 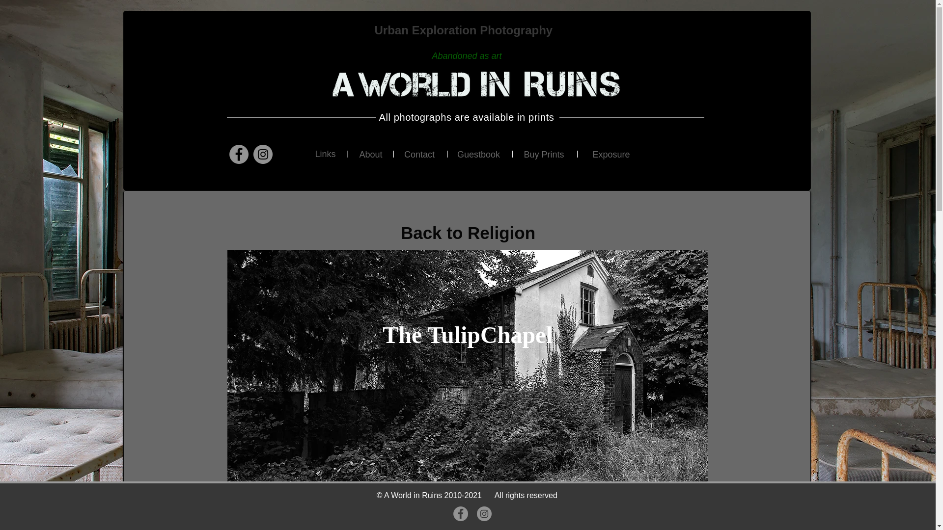 What do you see at coordinates (468, 233) in the screenshot?
I see `Back to Religion` at bounding box center [468, 233].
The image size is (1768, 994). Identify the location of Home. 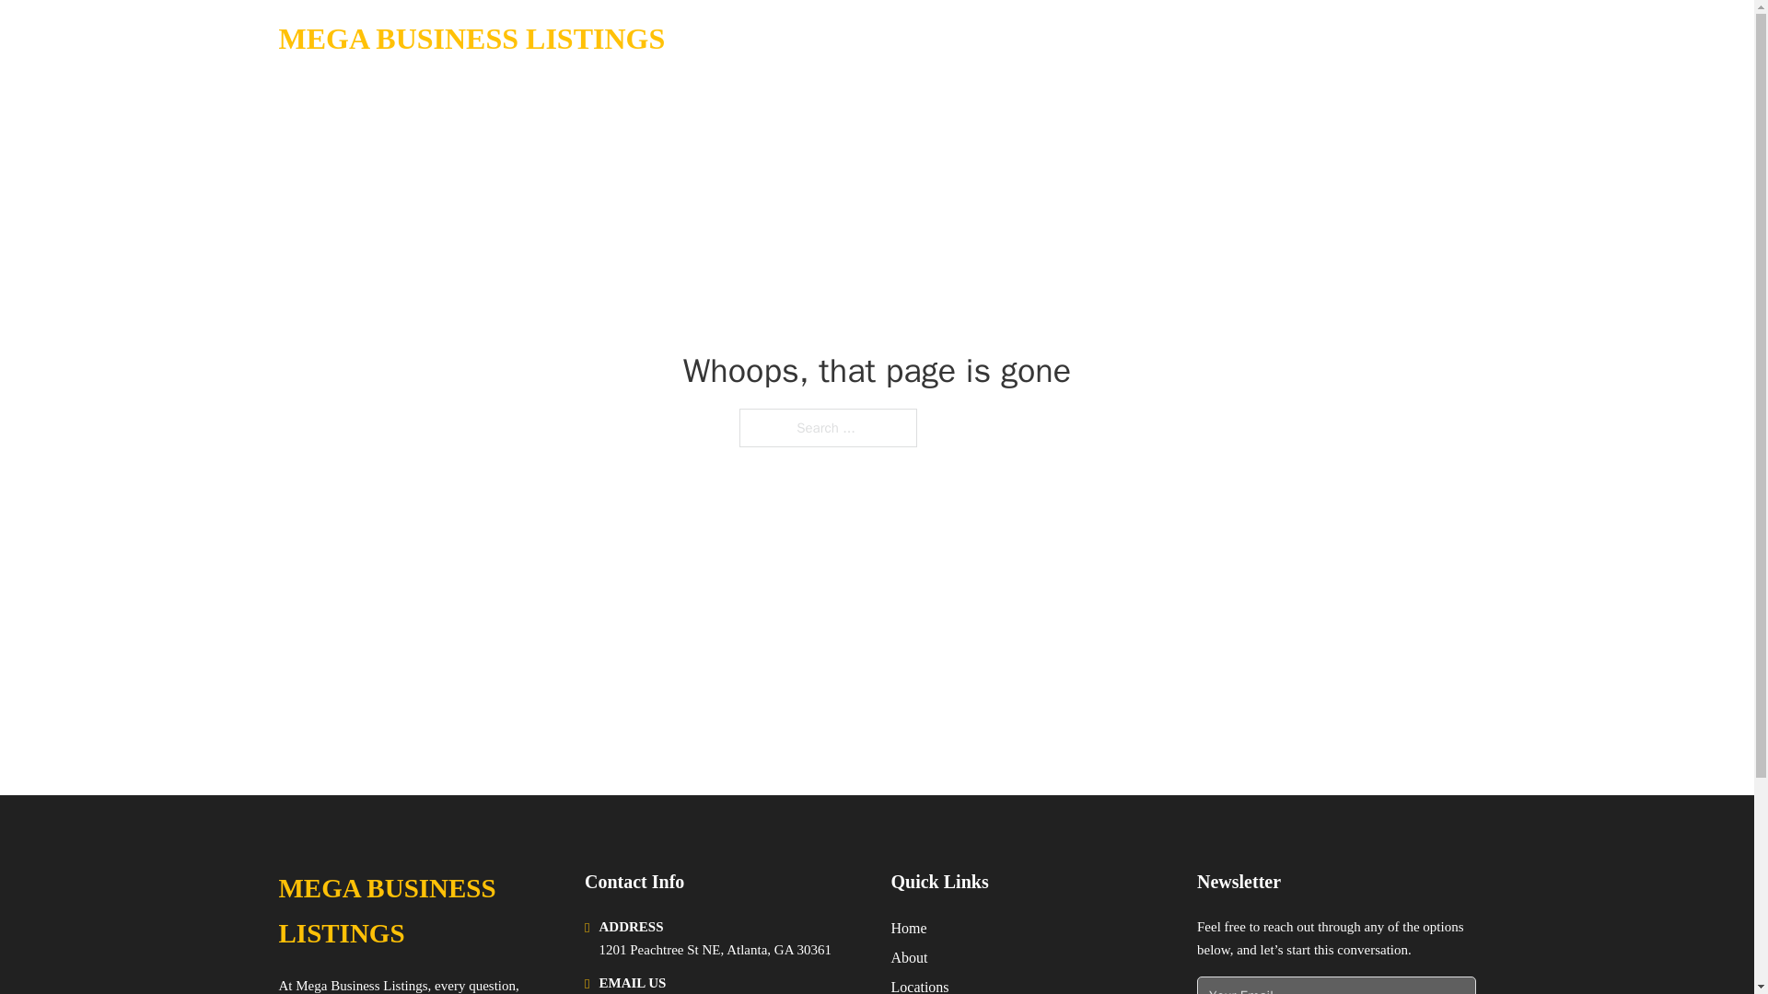
(908, 928).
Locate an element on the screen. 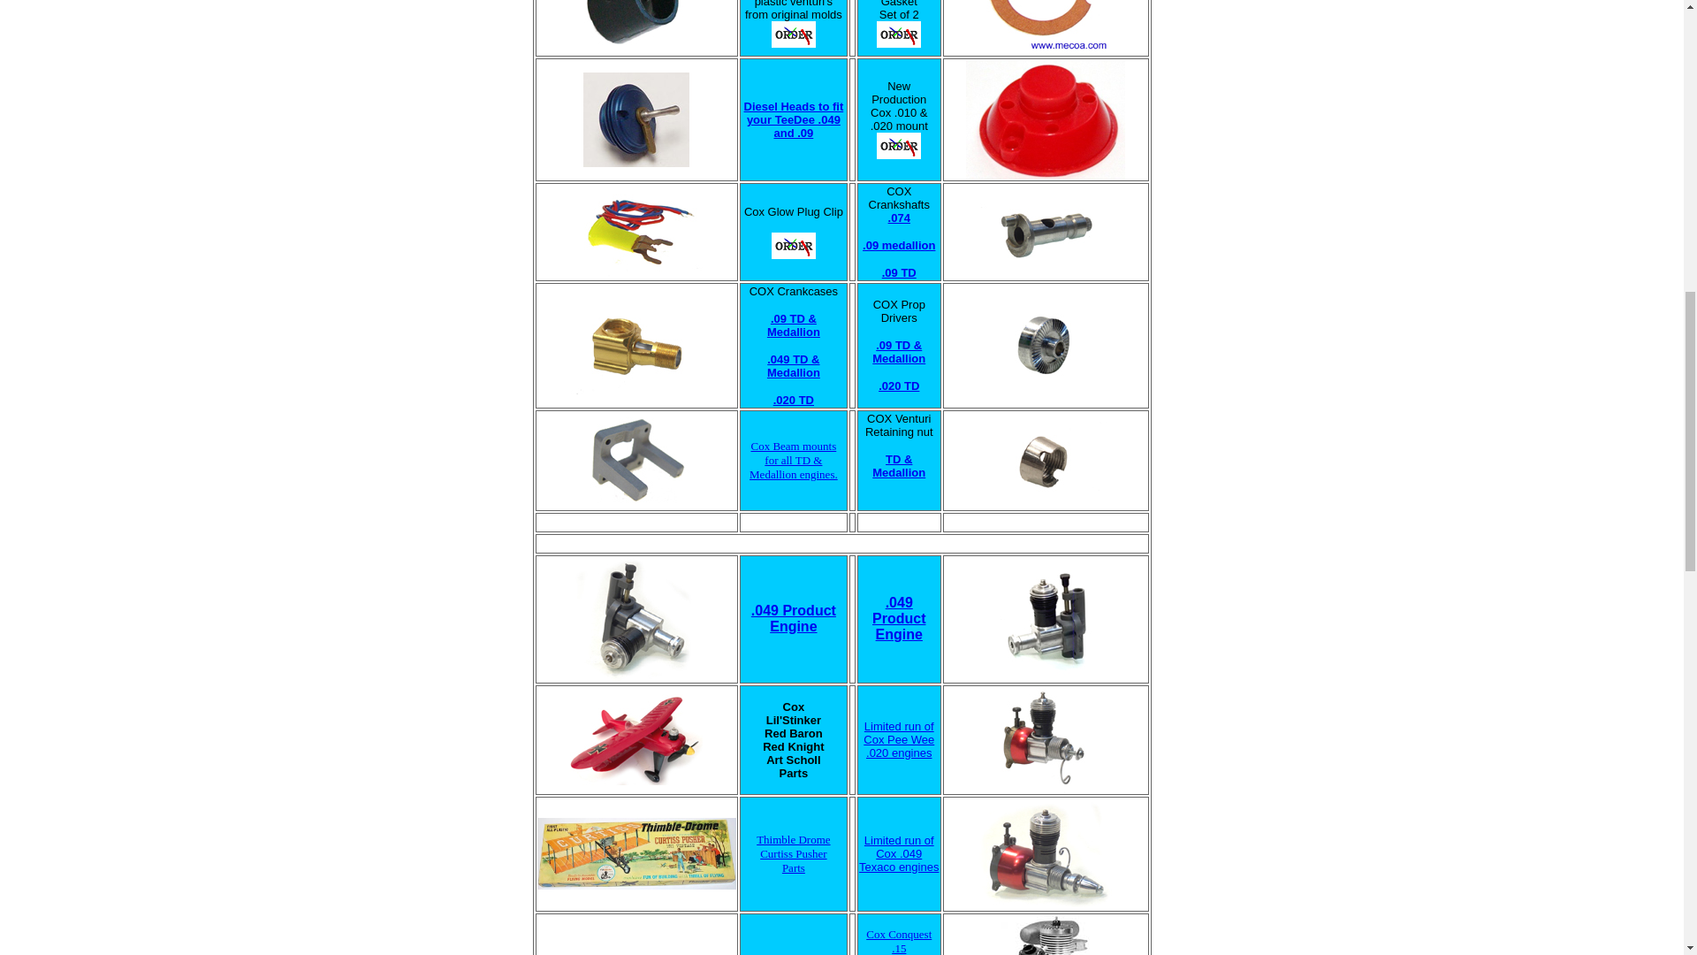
^^^^^^^^^^^^^^^^
Restate the lines above exactly, from the one bearing "The image size" through the final line of the material, both included, omitting pictures.

The image size is (1768, 994). Identify the location of Home. 
(908, 928).
Locate an element on the screen. 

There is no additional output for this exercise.